What has so far been demonstrated by the activities going on in NNPC is nothing new. It is the same sad, old story of mind-searing plundering perpetrated by scavengers, who in concert with International Oil Companies control much of its activities by proxy, and turn the corporation into a honey-pot or a conduit through which Nigeria must be milked dry. This misnomer persists, no thanks to the anachronistic NNPC Act of 1977 which empowers the corporation to deduct operating costs and other subsidies before remitting its revenue to the national treasury. If this country must extricate itself from the strangulation of the exploitative cabals that seek to bring Nigeria to a prostrate position, conscientious individuals and groups must lend their voices to put an end to these inanities.

As the most notorious symbol of public inefficiency and corruption, it is a trite fact that NNPC is a national disgrace. In a country of over 170 million people, whose mainstay is petroleum, Nigeria is one country that should be transparent in economic dealings. It should of necessity save itself from mismanagement of resources and global embarrassment. Which is why this newspaper supports the recent dissolution of the board of the NNPC.

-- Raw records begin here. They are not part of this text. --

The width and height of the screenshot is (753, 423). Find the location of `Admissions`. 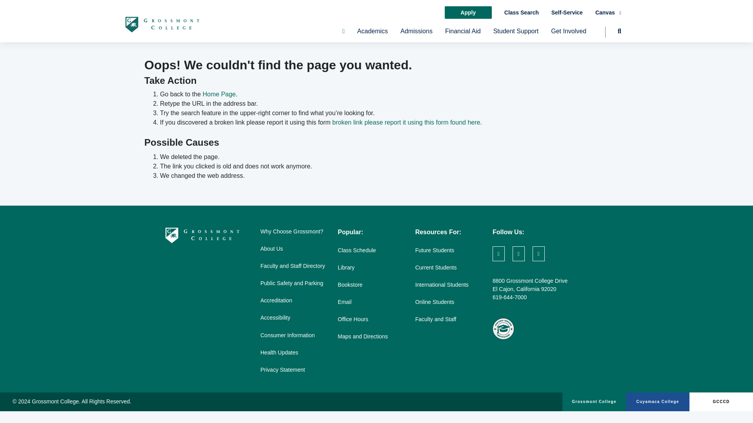

Admissions is located at coordinates (416, 34).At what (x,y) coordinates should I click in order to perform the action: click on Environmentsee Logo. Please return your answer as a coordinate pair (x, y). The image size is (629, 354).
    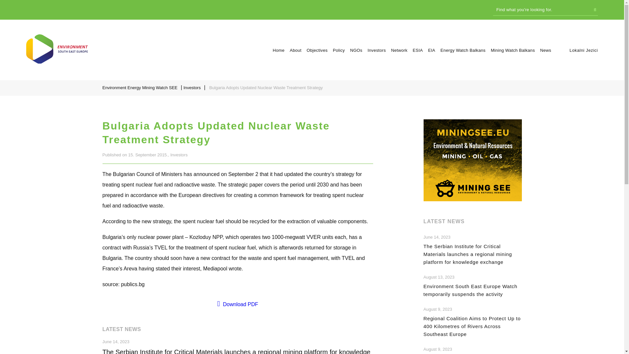
    Looking at the image, I should click on (57, 49). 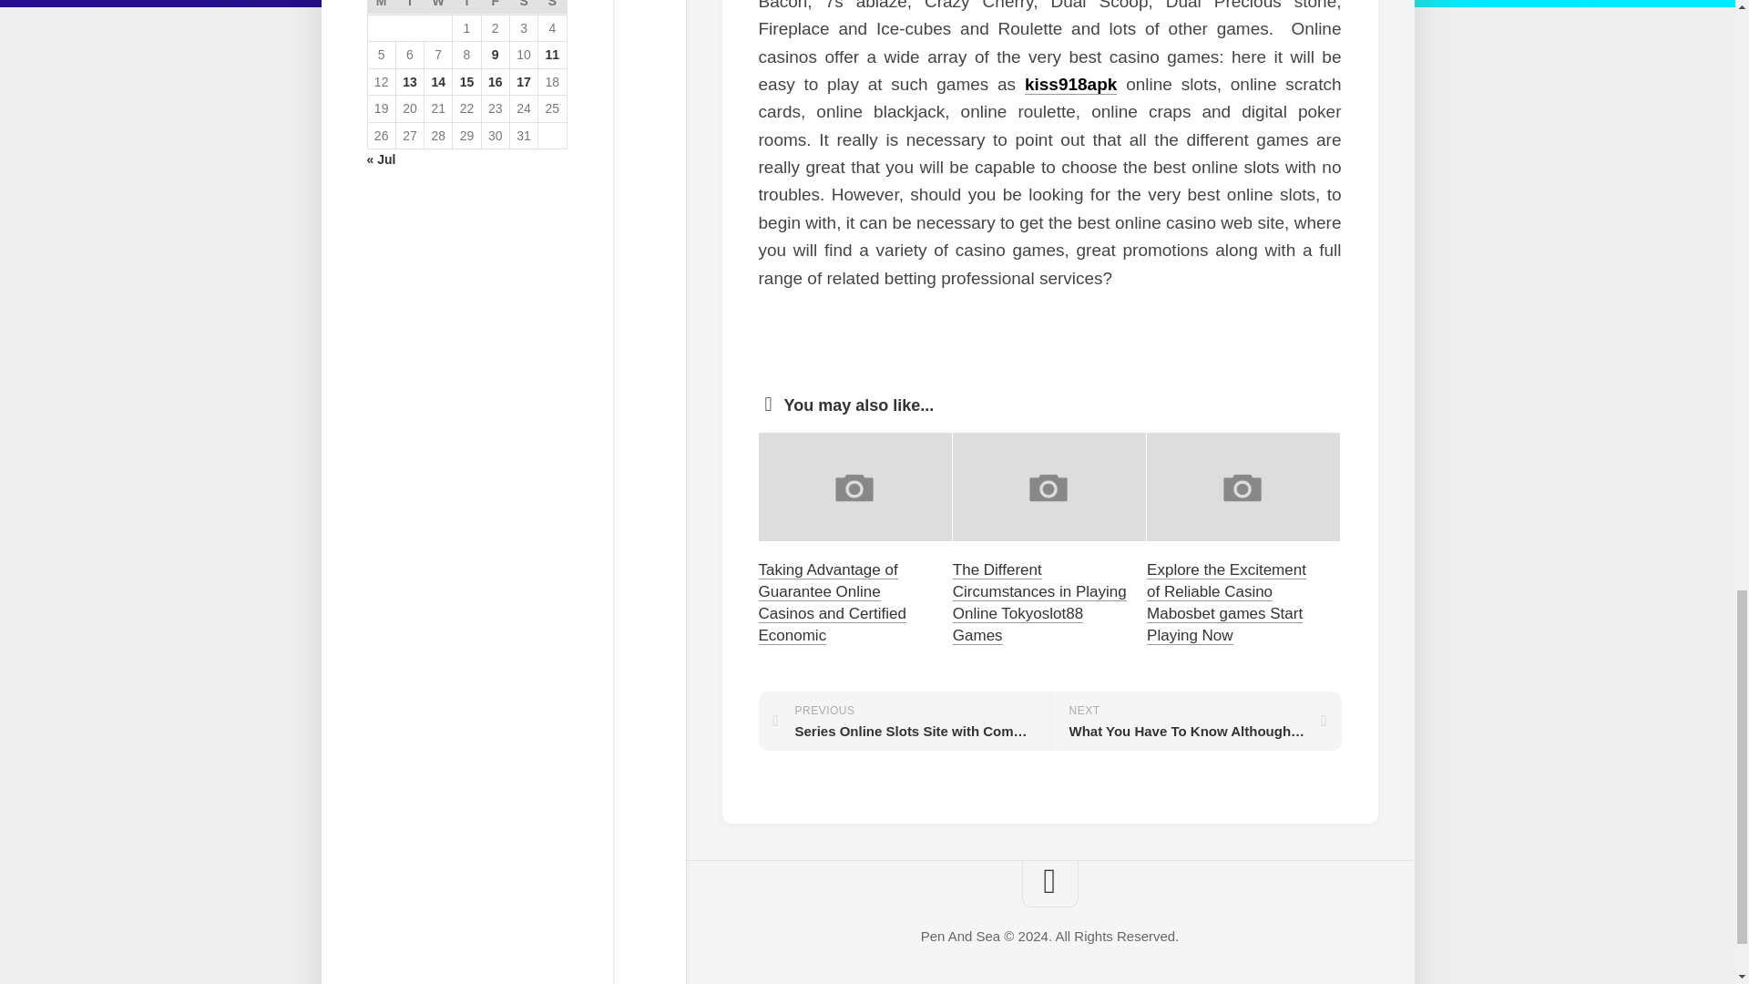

However, since the situation in the oil and gas sector is drastic, radical steps towards total transformation must be taken. One of such drastic steps concerns NNPC’s management of revenue. Up until this moment, the rationale behind multiple accounts by NNPC has not been convincingly articulated. Attempts at spurious explanations by some financial theorists have only enraged right-thinking industry watchers, just as they have horrified Nigerians. To ensure transparency and be seen to have done so, NNPC must close every other account and remit all monies from oil deals only into the Federation Account. The ambiguity shrouding the management of extraneous accounts other than the Federation Account is inimical to the financial fortunes of the country.

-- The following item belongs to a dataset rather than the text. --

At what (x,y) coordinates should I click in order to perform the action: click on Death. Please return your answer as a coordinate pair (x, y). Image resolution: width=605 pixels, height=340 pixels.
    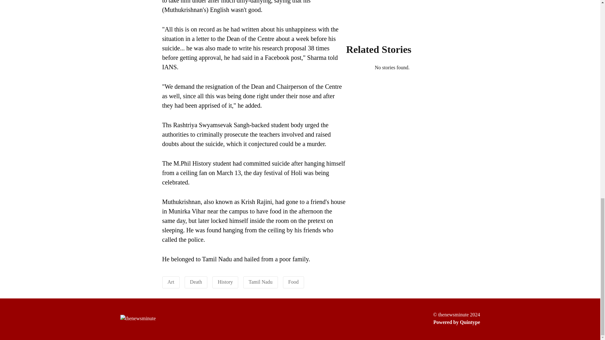
    Looking at the image, I should click on (196, 282).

To provide legal backing for this, there would be need to revisit the 1977 Act establishing NNPC as a corporation that regulates the Nigerian oil and gas sector, while acting as the operator of government concerns in joint venture partnerships. Besides, this government should also as a matter of urgency look into the Petroleum Industry Bill gathering dust at the National Assembly. Although President Buhari has sacked the board of the NNPC, his administration should exercise caution in the appointment of the next board. It should desist from appointing persons solely on the basis of ethnic or political consideration, and thereby undermine the operatory capacity of the corporation.

If the government is to optimise NNPC’s commercial potential and run it as a truly commercial venture rather than as a parastatal, it would do well to ensure that only the best hand, wherever such a hand may be, runs the NNPC. It may not matter if such a person is a foreigner, after all, the Bank of England has employed a Canadian as governor. In Africa, Ethiopian Airlines and the oil corporation in Mozambique are being run by experts from other climes. For proper management, laws, guidelines and provisions should be put in place to compel the new administrators to adhere to the fundamental objectives of the corporation. If what Nigeria needs is total change, the management of NNPC must not be left to government the way it has always been.

The NNPC is also weighed down by an anti-constitutional provision, the absence of true federalism and the lopsided structure that creates room for anti-Nigerian, counter-productive primordial patronages. There will never be transparency in NNPC, no success in the oil sector and no prosperity for Nigeria until the structure is dismantled and rebuilt to serve Nigeria.